Miss Marple first appeared in a few short stories in magazines, starting with The Tuesday Night Club in 1927. The Murder at the Vicarage is, however, her first full length novel appearance. The short stories were eventually published as a collection in 1932 as The Thirteen Problems. This year's Golden Age reading challenge is the first six Poirot books and the first six Miss Marple books, alternating detectives each month. But it is only including full novels, not the short stories collections. So, it won't include The Thirteen Problems, even though most of the short stories were published before The Murder at the Vicarage. This means that the Miss Marple we meet in this book already had established cred with readers at the time, she wasn't a complete unknown factor, and her ability to unerringly interpret people’s words and behaviours to reveal the truth wouldn’t have come as a surprise.
If it didn’t introduce us to Miss Marple, The Murder at the Vicarage did give us our first look at St Mary Mead, the quiet, peaceful English village where Miss Marple lives. While idyllic on the surface, St Mary Mead is slowly revealed to be a hotbed of criminal activity, all carefully hidden under a veneer of respectability.
Our victim is Colonel Proteroe, the unpopular local squire, magistrate and churchwarden. The local vicar has a meeting scheduled with Protheroe one evening to discuss 'defalcations' in the Church accounts. But the vicar is called away to the home of a dying parishioner. This parishioner lives some distance from the vicarage, so the Vicar is more than a little annoyed to discover that the man wasn’t dying at all, and that the call must have been a practical joke. He returns to the vicarage rather late for his meeting with Protheroe, only to find Protheroe’s dead body in his study, shot through the head.
The vicar does come under some suspicion. After all, a few days earlier he had loudly announced “that anyone who murdered Colonel Protheroe would be doing the world at larger a service.” Apart from the Vicar, loads of suspects appear, including Protheroe’s wife, Anne, Protheroe’s daughter, Lettice, a local artist, a mysterious woman who has recently arrived at the village, an archaeologist, and a poacher. Protheroe, as the Vicar had already suggested, was widely disliked and many people had a reason for wanting him dead.
Inspector Slack and Colonel Melrose (the Chief Constable) officially investigate the murder, but the police are ultimately forced to acknowledge Miss Marple’s superiority when she, rather than they, unearths the truth.
That is not to say that Miss Marple is the major character in the book. Unlike Poirot, who is generally a major character in his stories, Miss Marple seems a minor character in many of hers. In some, such as The Moving Finger, the narrator doesn’t even realise that she is the ‘expert’ who has been brought in until near the end. In this book, Miss Marple lives next door to the vicarage, so she is a vital witness, but she is not seen as overly important by Slack and Melrose at first. The vicar is our narrator, and we follow him as he talks to many people. Miss Marple is just one of many at first. The vicar carries the story. He is the one who connects all the characters and brings back information for Miss Marple to process. The vicar knows everyone. He is highly regarded and people naturally confide in him, even the police. But Miss Marple is the one who knows a lot about life just from her long experience of observing people, so it is her brain that pulls together all the disparate pieces of evidence collected by the vicar.
There is a major plot point in this story that is basically the same as that used in The Mysterious Affair at Styles. With nine years and eight other books between them, readers at the time of publication may not have noticed the similarities, but I read one straight after the other, and the similarity was immediately apparent. There’s a variation on it of course, but not enough to hide that they use the same twist. This didn’t matter to me, as it was a reread for me anyway, and I knew going in who had done it. But I hadn’t previously noticed the reuse of the twist.
Despite knowing whodunnit and what the twist is, I still enjoyed this book. To me this book beautifully evokes life in the mid-1920s in an English village. It’s summertime, there are tennis parties and afternoon tea at the vicarage, punctuated with witty comments from the Vicar’s irreverent wife, Griselda. The story is fun and moves along quickly. All the minor red herrings are cleared up by the end and life in St Mary Mead has been restored to its normal, predictable patterns.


Exercise goal:
A single figure is the whole answer: the number of lines in the entries that contain "Image".

Input data:
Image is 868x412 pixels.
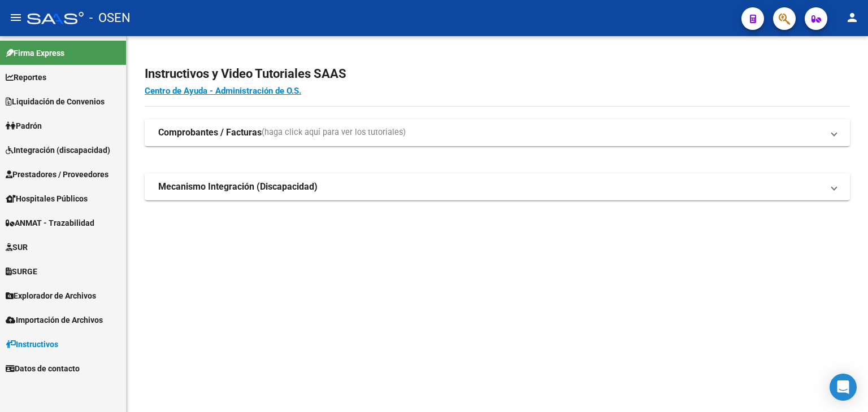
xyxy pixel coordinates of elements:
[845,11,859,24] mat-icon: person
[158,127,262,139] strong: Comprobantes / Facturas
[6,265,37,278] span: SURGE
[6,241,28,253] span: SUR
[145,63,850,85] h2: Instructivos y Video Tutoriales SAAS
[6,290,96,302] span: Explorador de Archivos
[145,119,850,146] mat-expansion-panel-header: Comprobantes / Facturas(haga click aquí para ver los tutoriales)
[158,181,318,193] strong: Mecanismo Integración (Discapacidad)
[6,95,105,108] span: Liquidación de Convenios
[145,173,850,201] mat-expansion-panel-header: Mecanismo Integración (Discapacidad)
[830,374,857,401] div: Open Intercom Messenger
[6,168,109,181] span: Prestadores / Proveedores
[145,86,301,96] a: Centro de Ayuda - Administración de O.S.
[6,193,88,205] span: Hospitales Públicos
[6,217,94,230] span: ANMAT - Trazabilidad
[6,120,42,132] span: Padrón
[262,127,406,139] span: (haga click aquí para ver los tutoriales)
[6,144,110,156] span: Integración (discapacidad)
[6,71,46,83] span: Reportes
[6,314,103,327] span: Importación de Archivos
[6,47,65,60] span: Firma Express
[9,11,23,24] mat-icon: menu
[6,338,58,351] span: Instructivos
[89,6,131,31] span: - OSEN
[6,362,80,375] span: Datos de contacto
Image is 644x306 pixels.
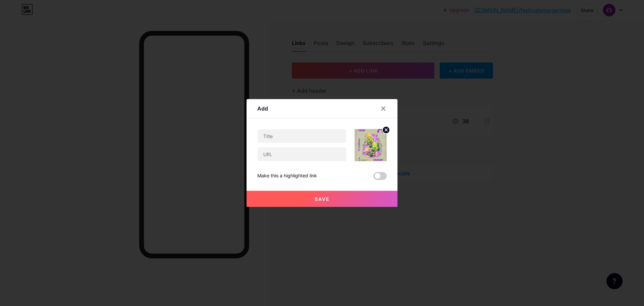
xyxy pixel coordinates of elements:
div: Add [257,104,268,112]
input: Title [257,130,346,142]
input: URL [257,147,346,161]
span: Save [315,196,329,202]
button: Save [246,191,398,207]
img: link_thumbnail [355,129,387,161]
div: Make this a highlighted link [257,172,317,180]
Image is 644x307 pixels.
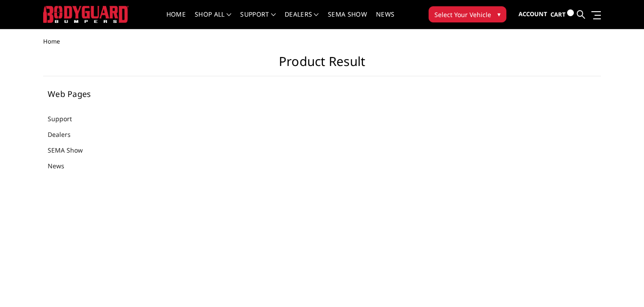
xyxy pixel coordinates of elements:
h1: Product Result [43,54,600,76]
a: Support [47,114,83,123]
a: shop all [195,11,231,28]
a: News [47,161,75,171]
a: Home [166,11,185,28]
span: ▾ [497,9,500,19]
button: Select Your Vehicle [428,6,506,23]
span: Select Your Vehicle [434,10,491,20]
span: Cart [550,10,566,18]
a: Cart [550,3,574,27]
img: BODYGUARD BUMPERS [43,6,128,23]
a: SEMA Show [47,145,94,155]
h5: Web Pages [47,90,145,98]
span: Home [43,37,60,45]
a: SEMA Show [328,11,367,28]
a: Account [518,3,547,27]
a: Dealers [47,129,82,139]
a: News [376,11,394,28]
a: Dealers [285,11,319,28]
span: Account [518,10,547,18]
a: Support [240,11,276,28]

* * *

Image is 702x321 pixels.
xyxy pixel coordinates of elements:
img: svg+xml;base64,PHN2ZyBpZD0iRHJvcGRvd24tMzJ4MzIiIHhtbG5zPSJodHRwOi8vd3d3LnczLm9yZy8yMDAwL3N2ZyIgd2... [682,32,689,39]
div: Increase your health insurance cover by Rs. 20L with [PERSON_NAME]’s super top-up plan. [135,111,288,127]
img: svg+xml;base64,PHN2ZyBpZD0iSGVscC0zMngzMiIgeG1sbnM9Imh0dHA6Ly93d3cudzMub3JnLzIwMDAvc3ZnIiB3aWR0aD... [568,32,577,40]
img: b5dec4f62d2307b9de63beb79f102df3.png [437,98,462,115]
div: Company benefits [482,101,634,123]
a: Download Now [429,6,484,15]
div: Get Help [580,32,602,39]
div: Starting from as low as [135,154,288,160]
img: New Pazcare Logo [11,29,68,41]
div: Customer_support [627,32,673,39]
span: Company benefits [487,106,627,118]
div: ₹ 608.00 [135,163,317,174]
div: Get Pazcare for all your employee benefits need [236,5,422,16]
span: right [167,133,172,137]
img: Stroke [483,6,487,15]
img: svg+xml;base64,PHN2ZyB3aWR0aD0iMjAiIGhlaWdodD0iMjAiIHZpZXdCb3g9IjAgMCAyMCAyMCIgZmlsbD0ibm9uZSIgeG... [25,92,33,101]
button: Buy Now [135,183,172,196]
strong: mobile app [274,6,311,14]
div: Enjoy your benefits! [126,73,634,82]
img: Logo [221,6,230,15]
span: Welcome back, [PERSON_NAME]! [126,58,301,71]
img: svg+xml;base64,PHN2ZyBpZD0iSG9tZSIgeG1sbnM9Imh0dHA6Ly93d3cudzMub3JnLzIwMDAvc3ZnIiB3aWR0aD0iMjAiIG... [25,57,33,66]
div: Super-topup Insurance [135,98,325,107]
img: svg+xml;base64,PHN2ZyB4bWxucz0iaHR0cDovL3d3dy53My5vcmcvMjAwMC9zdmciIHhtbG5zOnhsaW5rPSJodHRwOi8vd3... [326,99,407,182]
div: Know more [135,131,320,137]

Solved exercise:
4